Cops seize cars

The Wyndham Highway Patrol during one of their impounds recently. 105796

By XAVIER SMERDON

THE Wyndham Highway Patrol has been hard at work, impounding eight cars in just 15 days.
Unit Commander of the Highway Patrol, Graeme Crouch, said drivers were literally handing their cars over to police with their irresponsible behaviour.
“Over the past few months we have had drivers handing their hard earned cash over after being detected doing the wrong thing, then it was their licence, and now we are experiencing an influx of drivers that are handing their cars over for impoundment,” Unit Com Crouch said.
While many of the impounds were the result of disqualified drivers being caught behind the wheel, some of them were much more serious.
On Saturday 24 August and 18-year-old Truganina man, who had only held his probationary licence for 40 days, was caught travelling at 127 kilometres in an 80 km zone.
He was also driving a manual car on an automatic licence.
On Friday 6 September a 21-year-old Wyndham Vale man with two female passengers passed a stationary police car, with its police lights flashing, on the Princes Freeway in Laverton at 137km in a 100km zone.
The Highway Patrol officer sitting in the car had finished his previous job and started to pursue the Wyndham Vale man.
“The driver was tracked during the catch up speed of an average speed between 150km to 180km as he travelled between Fitzgerald Rd and (the) Geelong Rd exit. He was finally stopped in Geelong Road Brooklyn, where he had his car impounded, with a release fee of $703,” Unit Com Crouch said.
“This speed, this driver’s age, (passing) the police car, two passengers in the car, really is one recipe for disaster.”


**What is required:**
In the copy, include exactly the lines from the one with "Serialize everything readable" through the end of the data and no others, both ends kept, with every picture left out.

[Records from a collection]
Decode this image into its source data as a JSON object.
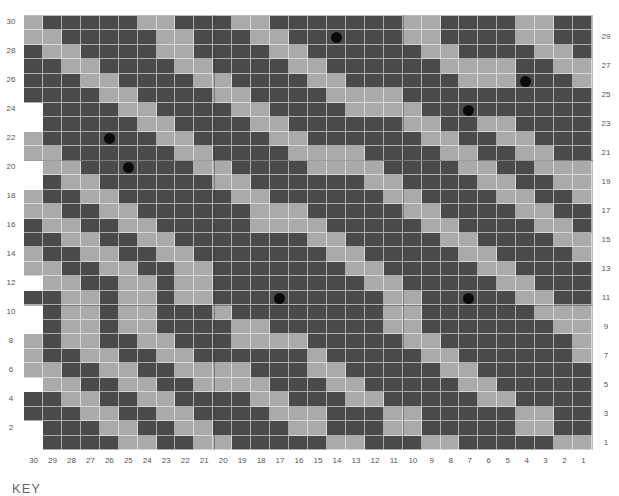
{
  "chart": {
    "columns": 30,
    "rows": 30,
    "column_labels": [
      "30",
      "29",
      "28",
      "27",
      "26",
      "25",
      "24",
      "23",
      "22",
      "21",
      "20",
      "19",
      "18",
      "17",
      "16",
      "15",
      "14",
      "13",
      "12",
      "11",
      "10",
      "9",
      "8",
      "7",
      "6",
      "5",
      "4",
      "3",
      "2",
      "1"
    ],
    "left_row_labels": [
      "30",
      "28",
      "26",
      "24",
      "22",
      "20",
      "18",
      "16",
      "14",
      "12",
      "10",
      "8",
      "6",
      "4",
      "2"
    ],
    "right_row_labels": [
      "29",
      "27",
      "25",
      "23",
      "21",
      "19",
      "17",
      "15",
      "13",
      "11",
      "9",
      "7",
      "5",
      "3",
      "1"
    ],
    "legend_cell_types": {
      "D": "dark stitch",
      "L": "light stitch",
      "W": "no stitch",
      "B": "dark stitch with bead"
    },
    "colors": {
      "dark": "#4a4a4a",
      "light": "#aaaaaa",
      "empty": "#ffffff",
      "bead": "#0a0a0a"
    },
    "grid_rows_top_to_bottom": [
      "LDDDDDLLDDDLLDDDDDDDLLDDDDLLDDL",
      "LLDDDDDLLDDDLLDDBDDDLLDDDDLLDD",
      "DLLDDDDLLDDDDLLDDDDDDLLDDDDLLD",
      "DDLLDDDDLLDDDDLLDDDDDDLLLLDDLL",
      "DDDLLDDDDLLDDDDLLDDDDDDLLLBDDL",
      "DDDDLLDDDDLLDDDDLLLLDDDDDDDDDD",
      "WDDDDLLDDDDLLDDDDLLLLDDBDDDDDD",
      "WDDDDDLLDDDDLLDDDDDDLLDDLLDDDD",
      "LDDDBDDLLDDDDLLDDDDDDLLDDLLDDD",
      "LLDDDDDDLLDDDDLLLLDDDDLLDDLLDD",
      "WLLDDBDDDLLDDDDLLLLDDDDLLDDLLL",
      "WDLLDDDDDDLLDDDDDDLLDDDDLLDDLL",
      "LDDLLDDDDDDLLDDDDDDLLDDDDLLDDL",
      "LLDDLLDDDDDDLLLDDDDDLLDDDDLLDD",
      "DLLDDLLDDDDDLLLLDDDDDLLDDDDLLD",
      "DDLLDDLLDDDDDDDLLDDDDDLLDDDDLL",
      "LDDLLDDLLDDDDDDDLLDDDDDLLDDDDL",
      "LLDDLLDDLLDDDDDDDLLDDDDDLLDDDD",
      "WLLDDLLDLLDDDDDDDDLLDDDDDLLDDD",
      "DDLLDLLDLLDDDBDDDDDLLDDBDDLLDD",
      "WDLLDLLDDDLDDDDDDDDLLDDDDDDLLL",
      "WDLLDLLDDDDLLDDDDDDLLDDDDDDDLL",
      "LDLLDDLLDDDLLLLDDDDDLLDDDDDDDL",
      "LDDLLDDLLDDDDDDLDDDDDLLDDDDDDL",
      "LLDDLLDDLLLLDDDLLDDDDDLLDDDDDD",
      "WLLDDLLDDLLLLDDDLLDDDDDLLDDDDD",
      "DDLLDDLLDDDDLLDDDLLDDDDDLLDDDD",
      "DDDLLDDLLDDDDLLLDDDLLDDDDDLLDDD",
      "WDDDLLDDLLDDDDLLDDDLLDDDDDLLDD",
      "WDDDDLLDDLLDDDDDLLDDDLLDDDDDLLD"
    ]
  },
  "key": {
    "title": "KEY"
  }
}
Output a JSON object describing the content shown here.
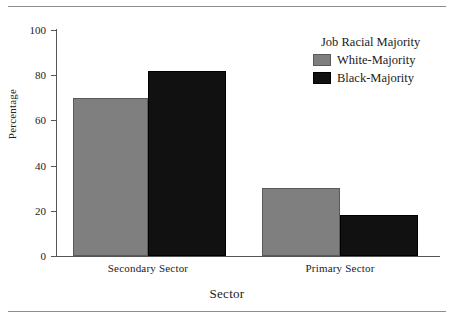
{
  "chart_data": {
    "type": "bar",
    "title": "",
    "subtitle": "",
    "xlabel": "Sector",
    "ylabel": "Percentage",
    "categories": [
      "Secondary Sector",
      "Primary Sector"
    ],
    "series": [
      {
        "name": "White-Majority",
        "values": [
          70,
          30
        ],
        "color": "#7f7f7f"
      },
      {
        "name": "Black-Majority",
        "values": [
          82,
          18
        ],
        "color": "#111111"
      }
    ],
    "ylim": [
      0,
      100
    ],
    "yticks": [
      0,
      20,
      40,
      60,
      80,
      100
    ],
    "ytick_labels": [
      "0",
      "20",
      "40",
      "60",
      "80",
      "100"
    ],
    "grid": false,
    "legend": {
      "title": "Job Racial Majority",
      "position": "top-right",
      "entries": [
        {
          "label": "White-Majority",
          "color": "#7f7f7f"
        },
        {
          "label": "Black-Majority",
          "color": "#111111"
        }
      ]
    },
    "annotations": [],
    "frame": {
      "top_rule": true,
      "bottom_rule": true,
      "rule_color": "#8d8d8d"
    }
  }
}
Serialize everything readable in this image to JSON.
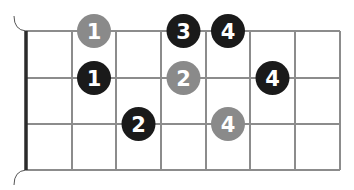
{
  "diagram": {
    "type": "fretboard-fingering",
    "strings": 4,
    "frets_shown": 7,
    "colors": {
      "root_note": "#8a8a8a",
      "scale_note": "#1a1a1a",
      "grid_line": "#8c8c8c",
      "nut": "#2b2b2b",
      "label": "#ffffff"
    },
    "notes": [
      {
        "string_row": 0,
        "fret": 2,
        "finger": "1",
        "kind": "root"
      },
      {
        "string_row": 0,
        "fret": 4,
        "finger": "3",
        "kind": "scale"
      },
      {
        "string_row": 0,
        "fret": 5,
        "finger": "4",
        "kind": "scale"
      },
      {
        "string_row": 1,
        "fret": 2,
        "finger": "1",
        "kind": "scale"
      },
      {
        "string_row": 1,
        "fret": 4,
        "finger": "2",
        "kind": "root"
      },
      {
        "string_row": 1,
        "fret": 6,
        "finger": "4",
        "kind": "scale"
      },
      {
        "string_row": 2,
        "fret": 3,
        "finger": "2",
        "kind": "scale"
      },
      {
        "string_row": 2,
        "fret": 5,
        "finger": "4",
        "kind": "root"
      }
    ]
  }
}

**Solution to this problem:**
Serialize everything readable in this image to JSON.
{
  "diagram": {
    "type": "fretboard-fingering",
    "strings": 4,
    "frets_shown": 7,
    "colors": {
      "root_note": "#8a8a8a",
      "scale_note": "#1a1a1a",
      "grid_line": "#8c8c8c",
      "nut": "#2b2b2b",
      "label": "#ffffff"
    },
    "notes": [
      {
        "string_row": 0,
        "fret": 2,
        "finger": "1",
        "kind": "root"
      },
      {
        "string_row": 0,
        "fret": 4,
        "finger": "3",
        "kind": "scale"
      },
      {
        "string_row": 0,
        "fret": 5,
        "finger": "4",
        "kind": "scale"
      },
      {
        "string_row": 1,
        "fret": 2,
        "finger": "1",
        "kind": "scale"
      },
      {
        "string_row": 1,
        "fret": 4,
        "finger": "2",
        "kind": "root"
      },
      {
        "string_row": 1,
        "fret": 6,
        "finger": "4",
        "kind": "scale"
      },
      {
        "string_row": 2,
        "fret": 3,
        "finger": "2",
        "kind": "scale"
      },
      {
        "string_row": 2,
        "fret": 5,
        "finger": "4",
        "kind": "root"
      }
    ]
  }
}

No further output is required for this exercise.